Although few philosophers agree about what it is for something to be art, most, if not all, agree on one thing: art must be in some sense intention dependent. Art and Art Attempts is about what follows from taking intention dependence seriously as a substantive necessary condition for something's being art. Christy Mag Uidhir argues that from the assumption that art must be the product of intentional action, along with basic action-theoretic account of attempts (goal-oriented intention-directed activity), follows a host of sweeping implications for philosophical enquiry into the nature of art and its principal relata such as authorship, art forms, and art ontology: e.g.,
· An informative distinction between art, non-art, and failed-art that any viable theory of art must capture.
· A far more productive minimal framework for authorship not only capable of systematically addressing issues of collective authorship appropriation, etc. but also one according to which artists just are authors.
· A coherent and structurally precise account of art forms based upon the relation between artists, artworks, and the sortal properties thereof.
· A unified and far less metaphysically suspect ontology of art according to which if there are such things as artworks, then artworks must be concrete things.
Ultimately, Mag Uidhir aims neither to propose nor to defend any particular, precise answer to the question "What is art?" Instead, he shows the ways in which taking intention-dependence seriously as a substantive necessary condition for being art can be profoundly revelatory, and perhaps even radically revisionary, as to the scope and limits of what any particular, precise answer to such a question could viably be.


Assignment: Output all the records word for word. Drop the pictures.

[Stored items from a collection]
BEGIN
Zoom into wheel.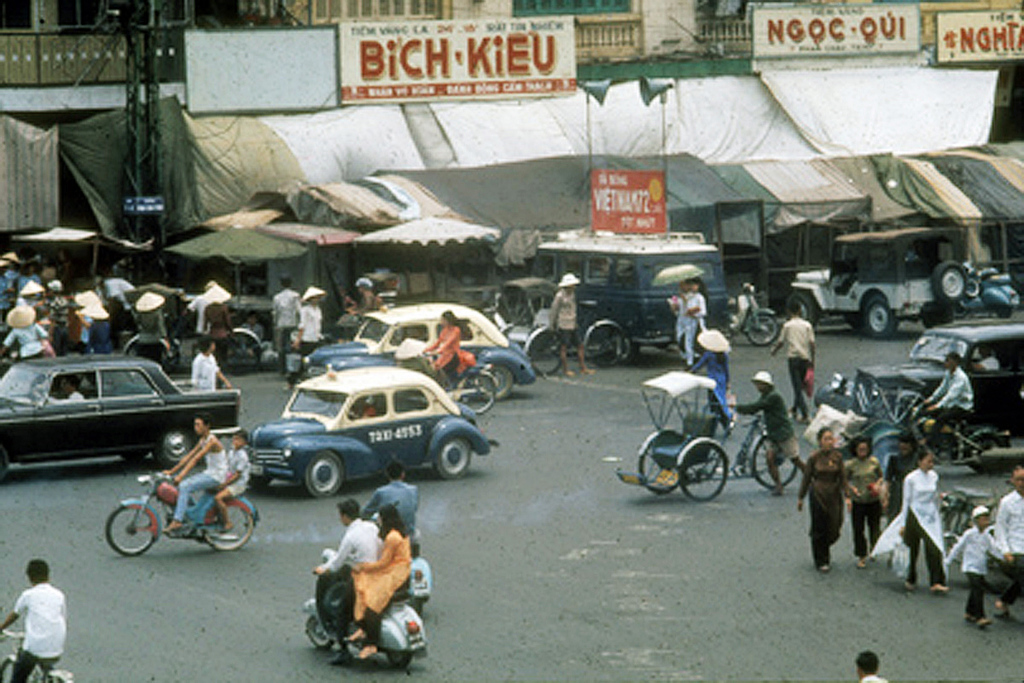
Zoom target: bbox(166, 340, 181, 365).
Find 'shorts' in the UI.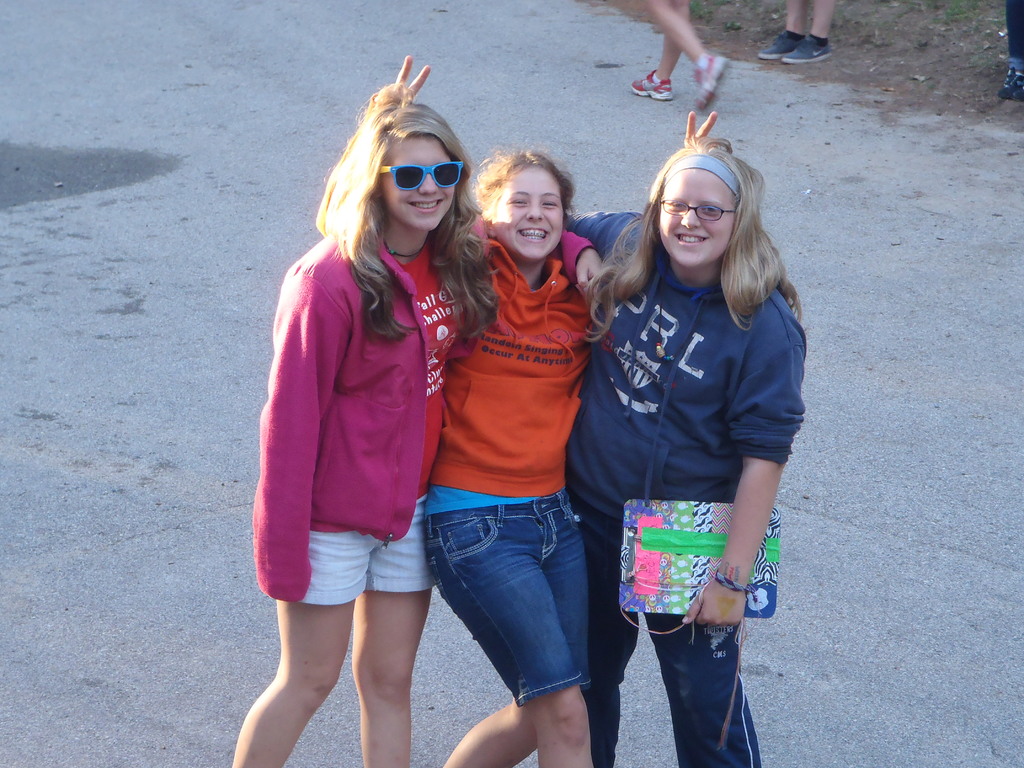
UI element at {"left": 422, "top": 492, "right": 592, "bottom": 705}.
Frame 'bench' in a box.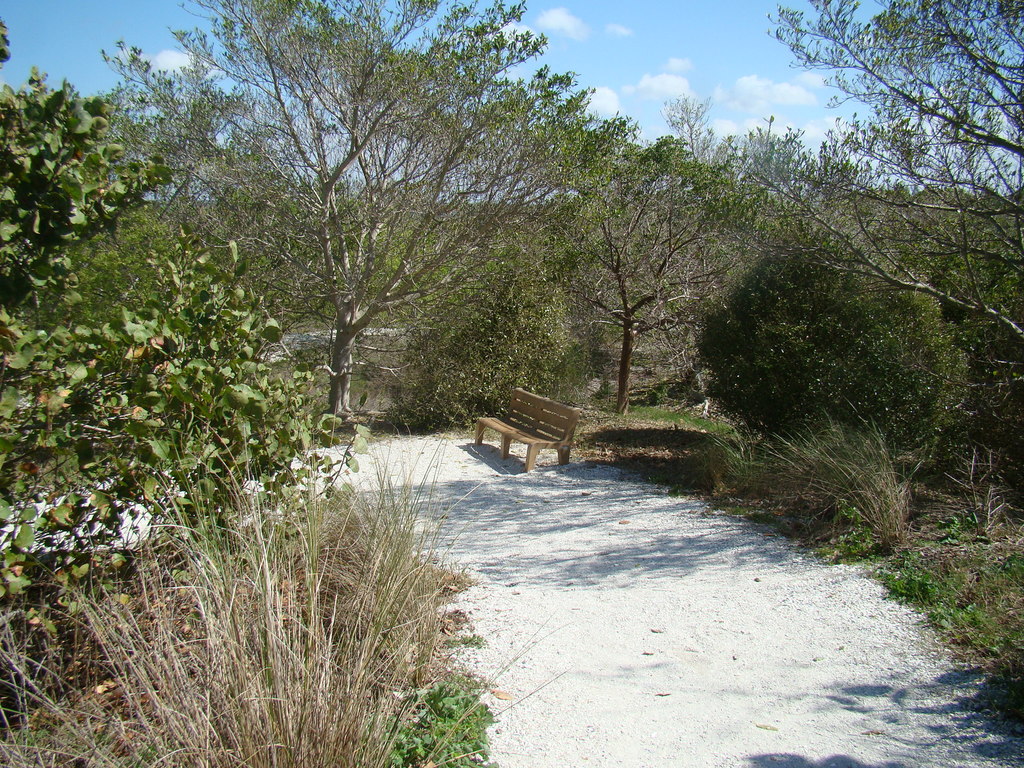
END
Expected output:
Zoom into wheel.
Zoom target: bbox(166, 340, 181, 365).
Find 'shorts' in the UI.
UI element at {"left": 422, "top": 492, "right": 592, "bottom": 705}.
Frame 'bench' in a box.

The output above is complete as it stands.